Getting Started
How It Works
The DDISA login flow and grant system explained.
How It Works
Login Flow (DDISA)
User enters email at SP
↓
SP extracts domain → DNS lookup: _ddisa.example.com
↓
Discovers IdP URL → Redirects to IdP /authorize
↓
User authenticates with Passkey (or Agent via Ed25519)
↓
IdP issues authorization code → Redirect back to SP
↓
SP exchanges code for signed JWT (backchannel)
↓
SP validates JWT (issuer, audience, signature, nonce, act)
↓
User is logged in ✅
This is a standard Authorization Code + PKCE flow, enhanced with DNS-based IdP discovery and Passkey-only authentication.
Grant Flow (Permissions)
When an agent needs to perform a privileged action:
1. Agent Requests a Grant
POST /api/grants
{
"requester": "agent@example.com",
"target": "prod-server",
"grant_type": "once",
"permissions": ["deploy"],
"reason": "Deploy hotfix #123"
}
2. Human Reviews
The agent's owner or designated approver sees the request in the web UI (or via notification) and approves or denies it.

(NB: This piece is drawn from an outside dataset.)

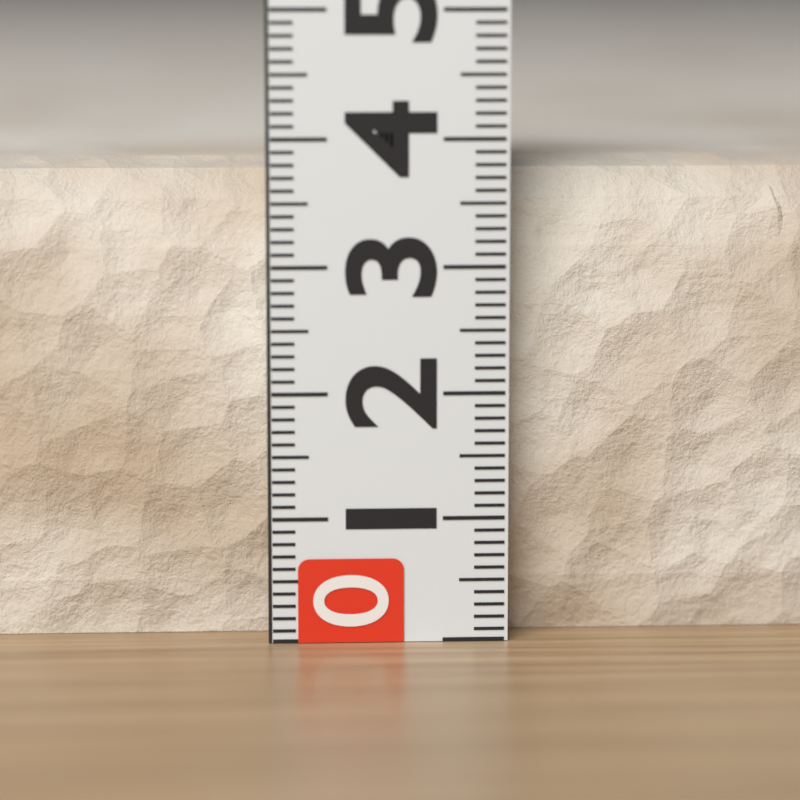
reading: 3.8 (no unit)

3. Agent Receives AuthZ-JWT
On approval, the agent can request a signed AuthZ-JWT:
{
"sub": "agent@example.com",
"act": "agent",
"aud": "prod-server",
"grant_type": "once",
"permissions": ["deploy"],
"decided_by": "alice@example.com",
"exp": 1234567890
}
4. Target Verifies
The target system validates the AuthZ-JWT: signature, audience, expiry, permissions, and optionally cmd_hash for exact command binding.
apes — sudo for Agents
apes is a Rust binary that brings the grant flow to local privilege elevation:
apes --reason "Deploy hotfix" -- systemctl restart nginx
- Authenticates to IdP via Ed25519
- Creates a grant request (with SHA-256 hash of the command)
- Waits for human approval
- Receives AuthZ-JWT, verifies
cmd_hashmatches - Executes command as root
The binary runs with the setuid bit — it starts as root, drops privileges for network I/O, and only re-elevates after JWT verification.